7. Geraldine Brooks, Memorial Days (2025) (4/27/25)
On the morning of Memorial Day 2019, author Geraldine Brooks received a phone call telling her that her husband, Tony Horwitz, who was on a book tour for his recently published Spying on the South: An Odyssey across the American Divide, had collapsed in Washington, DC, and died. Three years later, Brooks, who is Australian, took herself to a wild, relatively unpopulated island off the coast of Tasmania, to, finally, grieve his death. A process that included writing this book.I read her masterful Horse a couple of years ago, and I've read two of Horwitz's books—Baghdad without a Map, and Other Misadventures in Arabia, about being an itinerant journalist in that region, and Blue Latitudes: Boldly Going Where Captain Cook Has Gone Before, in which he retraces the final voyage of explorer James Cook—both of which I enjoyed very much (I read those before I started doing book reports). I did not know (or had forgotten) that the two were married—for thirty-five years.
I am in the market lately for books on grieving, given my husband's cancer diagnosis. He's fine now, and hopefully will remain so, with treatment, for a while. Still, when a friend mentioned reading this short book and finding it moving, I rushed out to get a copy.
It is a very easy read. Brooks is a wonderful observer and writer. The chapters are short, and alternate between the ongoing story of the days following Tony's death—rushing from their home on Martha's Vineyard to Washington, speaking with doctors, seeing his body, receiving condolences, dealing with the will and canceled credit cards, arranging memorial services, and the ever-returning jolt of, day after day, remembering that he's gone—and her weeks on Flinders Island, walking the beaches, swimming, observing the changing light and natural world around her, reading Tony's journals, and letting herself mourn. This is memoir, so we also hear some about Brooks's background—how she and Tony met, some of her early hopes (in which Flinders Island figures), the life they settled into as writers, partners, and parents, their happiness together. The rhythm of the telling is lovely.
In one of the Flinders chapters, she begins by describing the Cape Barren goose, which nests on the island and which she encounters on her walks: "social, monogamous, partial migrant, semiaquatic, congregatory"—adjectives that "might have described Tony."
These geese travel in large groups that have been given evocative names: gaggle, plump, skein, wedge, team. In my solitude I appreciate their sociability.
Tony was always much better in a gaggle than I. Though I managed to overcome my shyness by the time I finished my degree at Sydney Uni, I was never—will never be—the extrovert he was. I hid behind his outgoing social nature, clinging to him limpet-like at parties. When we had people over, I enjoyed making the food while he carried the conversation; a warmhearted, enthusiastic host.
He could never have settled on a place as small as Flinders Island. His personality demanded a larger canvas. Martha's Vineyard had worked for him because its influx of summer residents was so large and diverse, swelling our small year-round pod of friends with others from across the world. Tony made connections easily; his genuine curiosity, his willingness to ask the unguarded question, to sometimes go out on precarious conversational limbs, disarmed people used to cautious deference. The longer we lived on the island, the wider this circle of friends became, until summer's social obligations sometimes seemed overwhelming. My more introverted nature occasionally yearned for the days when we'd known no one and spent our island beachcombing or rambling in the woods.
In the summers since Tony died, I have found myself straining to retain the level of sociability of our old life together. The Cape Barren geese in their gaggles remind me how much I miss Tony's talent for hosting. Remembering how I used to enjoy feeding a big mob of people around my table, I have tried to continue.
But without him, the gaggles will never be the same.
After a final swim during which she finally allows herself to howl her grief, she includes an afterword: "I have written this because I needed to do it," she says. "Part of the treatment for 'complicated grief' is to relive the trauma of the death, returning to the moments again and again, striving each time to recall more detail. That's what I've tried to do." It is also an opportunity to celebrate Tony, to keep him alive in her thoughts, and in the thoughts of people around her—including us readers. Now back home, she continues to make time for beauty, as she did on Flinders Island, and to do her work, to make "the life I have as vivid and consequential as I can." She allows space for melancholy, "what Victor Huge described as the happiness of being sad." She also offers a bit of practical advice: "Jot down all the tasks you don't bother to mention that keep the household afloat, the set of torches that only you have learned to juggle. All the little things your partner didn't expect to need to know, until the day they never expected to happen."
And finally in whatever way works for you, tell your story.
Write it down, speak it to a therapist, share it with your friends. Take control of this essential moment in the narrative of your life. . . .
The story of a death is the story that dominates my life. Here I have retold it, rethought it. But I can't change it. Tony is dead. Present tense. He will be dead, in the present, in my present, for as long as I am alive. I cannot change that story. I can only change myself.
P.S. This is the fourth book this month. Granted, two of them were short. But hey, it feels good to be reading again—to be able to focus.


The task: For this exercise, print all of the entries exactly as given.

The data:
****

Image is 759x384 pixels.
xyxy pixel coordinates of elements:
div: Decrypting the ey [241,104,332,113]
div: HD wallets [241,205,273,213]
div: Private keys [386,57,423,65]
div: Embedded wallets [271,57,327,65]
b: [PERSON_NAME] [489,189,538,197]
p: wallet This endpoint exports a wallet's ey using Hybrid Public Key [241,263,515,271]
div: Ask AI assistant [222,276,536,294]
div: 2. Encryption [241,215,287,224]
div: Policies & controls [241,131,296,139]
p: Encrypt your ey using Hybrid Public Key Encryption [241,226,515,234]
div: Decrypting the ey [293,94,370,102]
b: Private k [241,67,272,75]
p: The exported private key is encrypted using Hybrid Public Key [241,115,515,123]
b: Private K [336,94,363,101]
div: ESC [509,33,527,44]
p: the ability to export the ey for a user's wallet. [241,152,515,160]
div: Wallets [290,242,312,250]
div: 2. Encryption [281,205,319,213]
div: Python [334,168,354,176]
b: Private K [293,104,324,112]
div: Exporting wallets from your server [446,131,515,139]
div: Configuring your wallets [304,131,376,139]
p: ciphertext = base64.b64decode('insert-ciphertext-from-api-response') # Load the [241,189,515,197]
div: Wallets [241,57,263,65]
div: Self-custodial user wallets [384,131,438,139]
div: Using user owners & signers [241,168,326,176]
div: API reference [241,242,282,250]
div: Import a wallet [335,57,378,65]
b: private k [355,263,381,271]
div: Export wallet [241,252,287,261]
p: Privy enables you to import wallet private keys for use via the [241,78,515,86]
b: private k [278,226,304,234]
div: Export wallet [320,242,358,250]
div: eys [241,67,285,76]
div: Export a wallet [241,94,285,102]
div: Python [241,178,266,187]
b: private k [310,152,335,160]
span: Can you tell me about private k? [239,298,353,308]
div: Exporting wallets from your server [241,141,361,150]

****

Written answer:
Image is 759x384 pixels.
xyxy pixel coordinates of elements:
div: Decrypting the ey [241,104,332,113]
div: HD wallets [241,205,273,213]
div: Private keys [386,57,423,65]
div: Embedded wallets [271,57,327,65]
b: [PERSON_NAME] [489,189,538,197]
p: wallet This endpoint exports a wallet's ey using Hybrid Public Key [241,263,515,271]
div: Ask AI assistant [222,276,536,294]
div: 2. Encryption [241,215,287,224]
div: Policies & controls [241,131,296,139]
p: Encrypt your ey using Hybrid Public Key Encryption [241,226,515,234]
div: Decrypting the ey [293,94,370,102]
b: Private k [241,67,272,75]
p: The exported private key is encrypted using Hybrid Public Key [241,115,515,123]
b: Private K [336,94,363,101]
div: ESC [509,33,527,44]
p: the ability to export the ey for a user's wallet. [241,152,515,160]
div: Wallets [290,242,312,250]
div: 2. Encryption [281,205,319,213]
div: Python [334,168,354,176]
b: Private K [293,104,324,112]
div: Exporting wallets from your server [446,131,515,139]
div: Configuring your wallets [304,131,376,139]
p: ciphertext = base64.b64decode('insert-ciphertext-from-api-response') # Load the [241,189,515,197]
div: Wallets [241,57,263,65]
div: Self-custodial user wallets [384,131,438,139]
div: Using user owners & signers [241,168,326,176]
div: API reference [241,242,282,250]
div: Import a wallet [335,57,378,65]
b: private k [355,263,381,271]
div: Export wallet [241,252,287,261]
p: Privy enables you to import wallet private keys for use via the [241,78,515,86]
b: private k [278,226,304,234]
div: Export wallet [320,242,358,250]
div: eys [241,67,285,76]
div: Export a wallet [241,94,285,102]
div: Python [241,178,266,187]
b: private k [310,152,335,160]
span: Can you tell me about private k? [239,298,353,308]
div: Exporting wallets from your server [241,141,361,150]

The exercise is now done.